The governor of the Abidjan district and former head of the Independent Electoral Commission (CEI), Robert Beugré Mambé, was named the new Prime Minister of Côte d'Ivoire on Monday and is expected to form a new government within the week, two years before the next presidential election.

President Alassane Ouattara asked the new Prime Minister to "propose a new government as soon as possible", announced the Secretary General of the Presidency, Abdourahmane Cissé, reading the decree appointing Mr. Mambé.

Robert Beugré Mambé, 71, is particularly known in Côte d'Ivoire for having been president of the CEI between 2005 and 2010, before the serious post-electoral crisis of 2010-2011. He had assumed this crucial function in a torn country and was dismissed from his position a few months before the presidential election.

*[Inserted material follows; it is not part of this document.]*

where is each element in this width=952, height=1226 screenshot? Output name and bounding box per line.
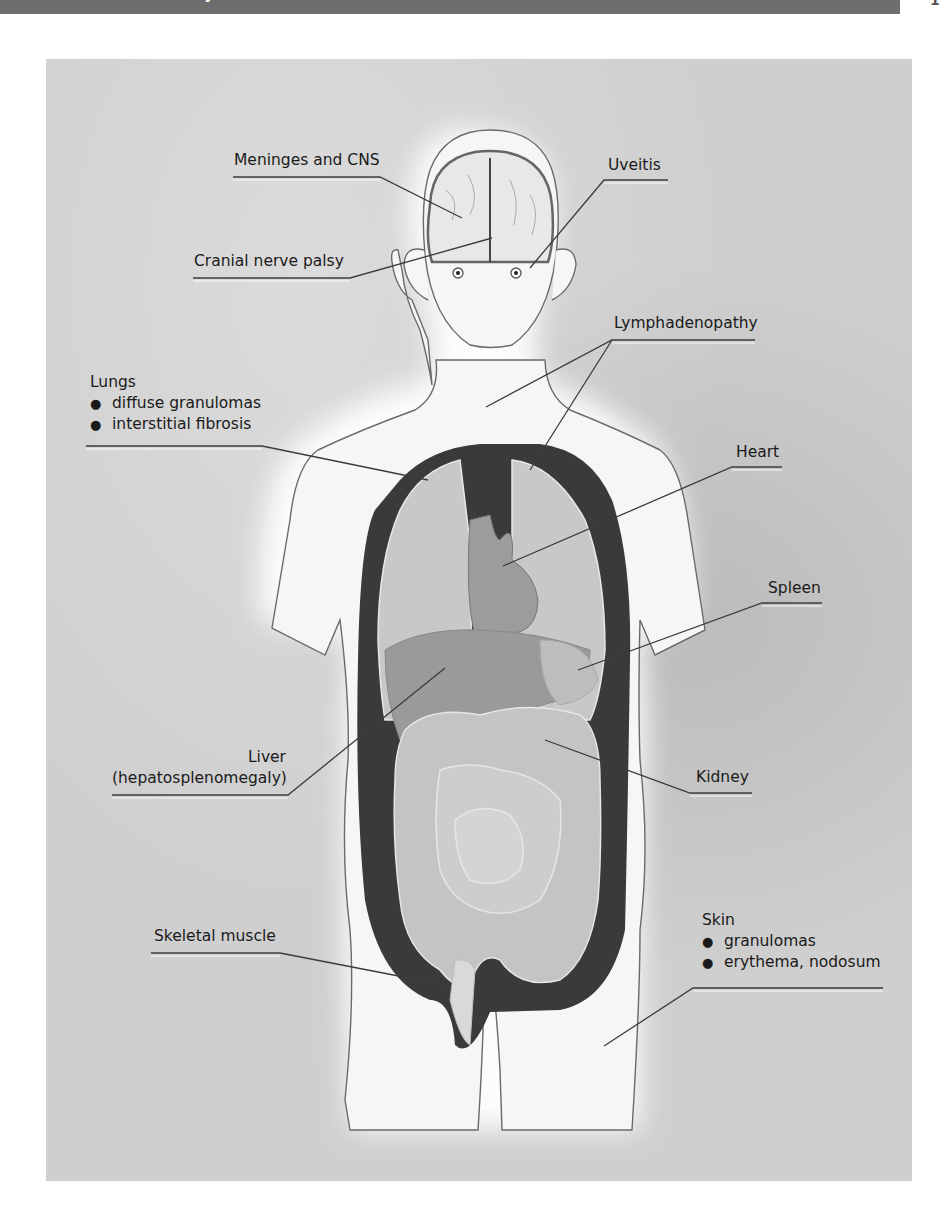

This election led to a clash between supporters of Alassane Ouattara, the winner, and those of outgoing President Laurent Gbagbo, leaving more than 3,000 dead.

A Protestant preacher with greying hair and father of four children, Robert Beugré Mambé has been the governor of the Abidjan district since 2011, a position where he oversaw the major transformations of the Ivorian economic capital.

Elected deputy in 2018, he was promoted in 2022 within the Rassemblement des Houphouetistes pour la Démocratie et la Paix (RHDP), the ruling party, ahead of number 3 in this formation.

Born in Abiaté, near Dabou (south), Mr. Mambé embodies a face from the south of the country, like his predecessor Patrick Achi , in an RHDP which has a strong electoral base in the north. He is also a defector from the Democratic Party of Côte d'Ivoire (PDCI), a former single party that is now the main opposition party.

The next presidential election is scheduled for the end of 2025 in Ivory Coast and Alassane Ouattara has not yet indicated whether or not he intends to run for a fourth term. In February 2022, he said he had half a dozen names in mind for his possible succession.

The RHDP is the big favorite in this presidential election, especially after its overwhelming victory in the local elections in September where it won 60% of the municipalities and 80% of the regions.